Together with Professor Talbot, she set up the ISN-TTS sister centre partnership with the transplant unit in Kathmandu, Nepal. She will retire at the end of 2021.
Pam Yanez OBE
Pam Yanez OBE first joined the Renal Unit, Ward 9 at the RVI, in 1974 as a first year Student Nurse and left it in 2014 some 40 years later! Here is her renal journey in her own words:
“As a student nurse I was fascinated by the complexity of the patient care, technical aspects of dialysis and the team approach of working. After qualifying in 1977 I did 15 months as a Staff Nurse in acute medicine to broaden my experience, before undertaking the Renal Course, after which I returned to Ward 9. I became the Junior, then later Senior, Sister on Ward 22 Haemodialysis at Freeman Hospital in late 1979.
“During my time in dialysis I saw many developments. Dialysis equipment changed from a 200 litre Kolff tank to a sophisticated single pass machine. Artificial kidneys from coils to Kiil boards, flat plates to hollow fibre dialysers. Vascular access from shunts to fistulae, grafts to early permanent necklines. Dialysis solution improved from acetate to bicarbonate buffer. Peritoneal dialysis developed from weekly “stab” PD to long term CAPD and APD. This was a time of great progress in dialysis. Later came EPO. The debilitating anaemia became a thing of the past. I took many patients on holiday undertaking dialysis in a variety of places. We all had great fun. My frustration was the lack of opportunity for the patients to have a transplant.
In 1985 I was appointed as the first Transplant Coordinator in the Northern Region. My task was to increase organ donation primarily for the kidney programme but as heart, lung and liver transplantation was becoming established all donors were considered as multi-organ donors. From being single-handed, over a period of time I became the Lead of a team of four. We consistently had the highest donation rates in the UK, giving our patients in the north-east the best chance of having a transplant. Our care of the organ donor families was the most comprehensive in the UK based upon a research project I had undertaken. We held our first Service of Remembrance for our donor families in 1988. The success of our donation programme was due to the wonderful support from our regional Critical Care units and the Emergency Department in Newcastle. Donation from non-heart beating donors (now known as DCD) had been part of our programme for several years. In 1994 we set up our programme, only the second in the UK, in the Emergency Department at the RVI. Our assessment of the suitability of these kidneys for transplantation was based on a visit three of made to Maastricht in order to observe their ground breaking work. Live kidney donation also increased and we were delighted to be part of the assessment process for the donor. In 2002 I was proud to be awarded an OBE for services to healthcare for my work in organ transplantation.

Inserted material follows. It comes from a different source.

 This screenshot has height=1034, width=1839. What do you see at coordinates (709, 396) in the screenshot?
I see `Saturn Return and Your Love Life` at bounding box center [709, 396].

I was appointed as the Directorate Manager (formerly Specialty Manager) for Urology and Renal Services in 2001. I was involved with the planning of the Renal Services Centre and the Institute of Transplantation. Improving the quality of services for the patients was my challenge. I am proud to have been a part of a skilled multi-disciplinary team. My final achievement was securing the agreement of the Trust, after a long and difficult process, to procure a satellite dialysis unit to provide care closer to home.
Throughout my career I have seen so many developments in care of the renal patient. Dialysis has become an option for all instead of a few with the cutting edge technology of today. Transplantation an everyday occurrence instead of a headline in the Evening Chronicle.

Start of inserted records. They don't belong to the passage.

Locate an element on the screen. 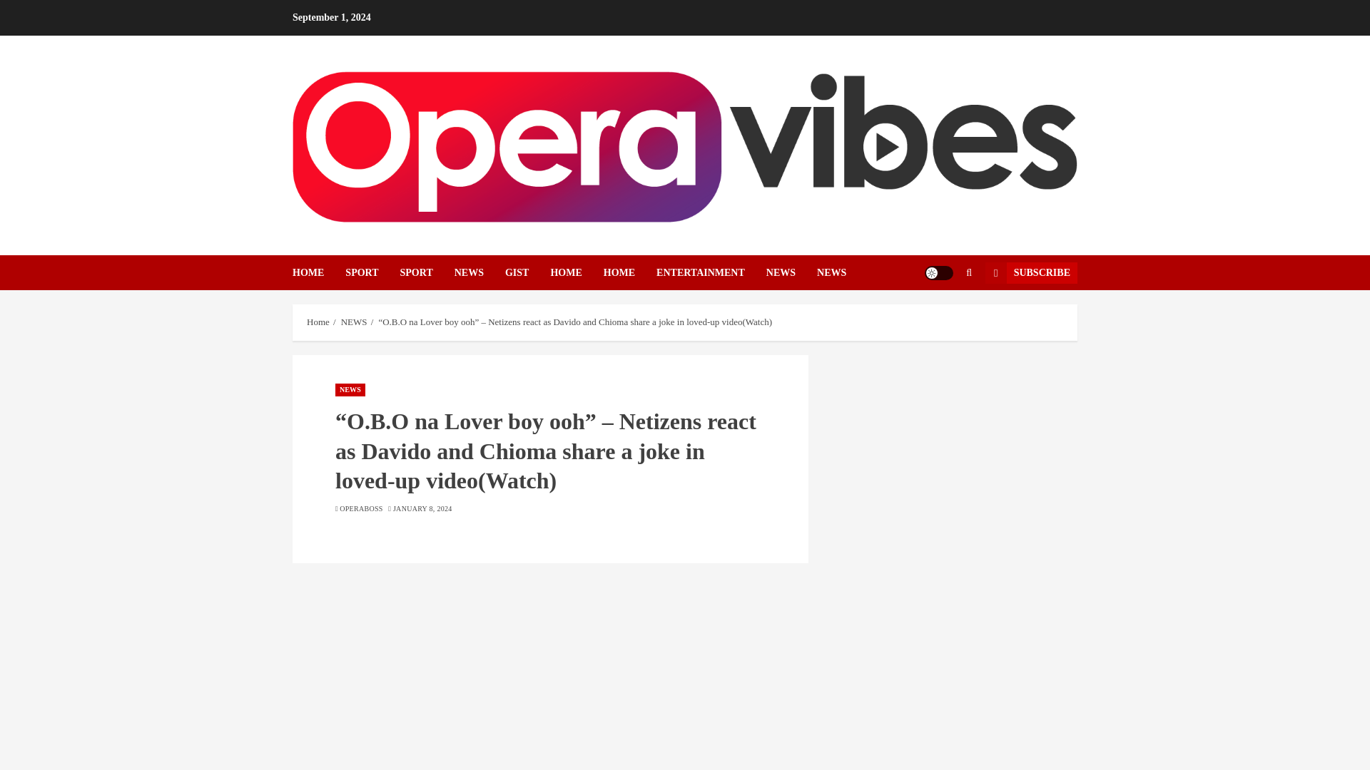 This screenshot has height=770, width=1370. Home is located at coordinates (318, 322).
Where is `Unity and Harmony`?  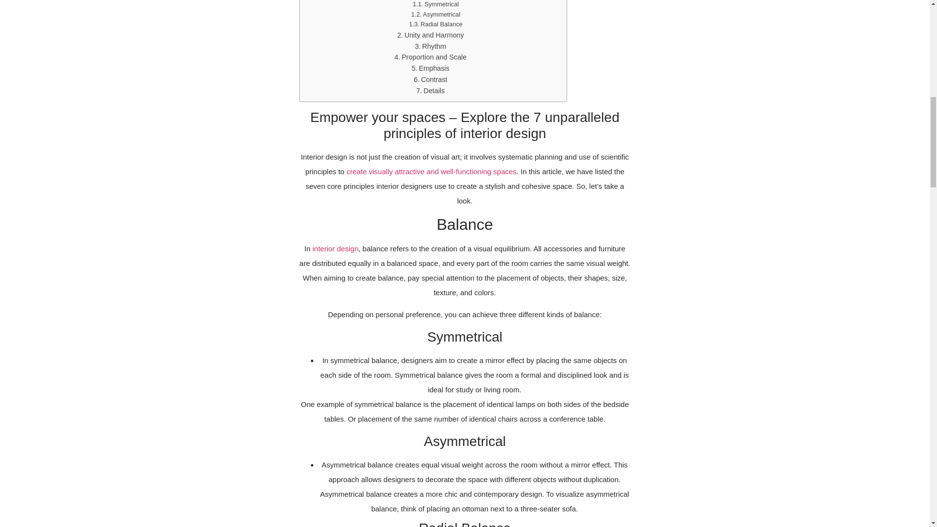
Unity and Harmony is located at coordinates (431, 35).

We care for renal patient throughout their life from the point of diagnosis. We are a family. I have known some patients for more than 30 years. I remain in awe of their fortitude. The donor families who were so generous at the most difficult time are my heroes. Finally I am proud to have worked with so many dedicated colleagues. I could not omit to mention my “special ones” – Prof David Kerr, Mr Ross Taylor and Prof David Talbot”.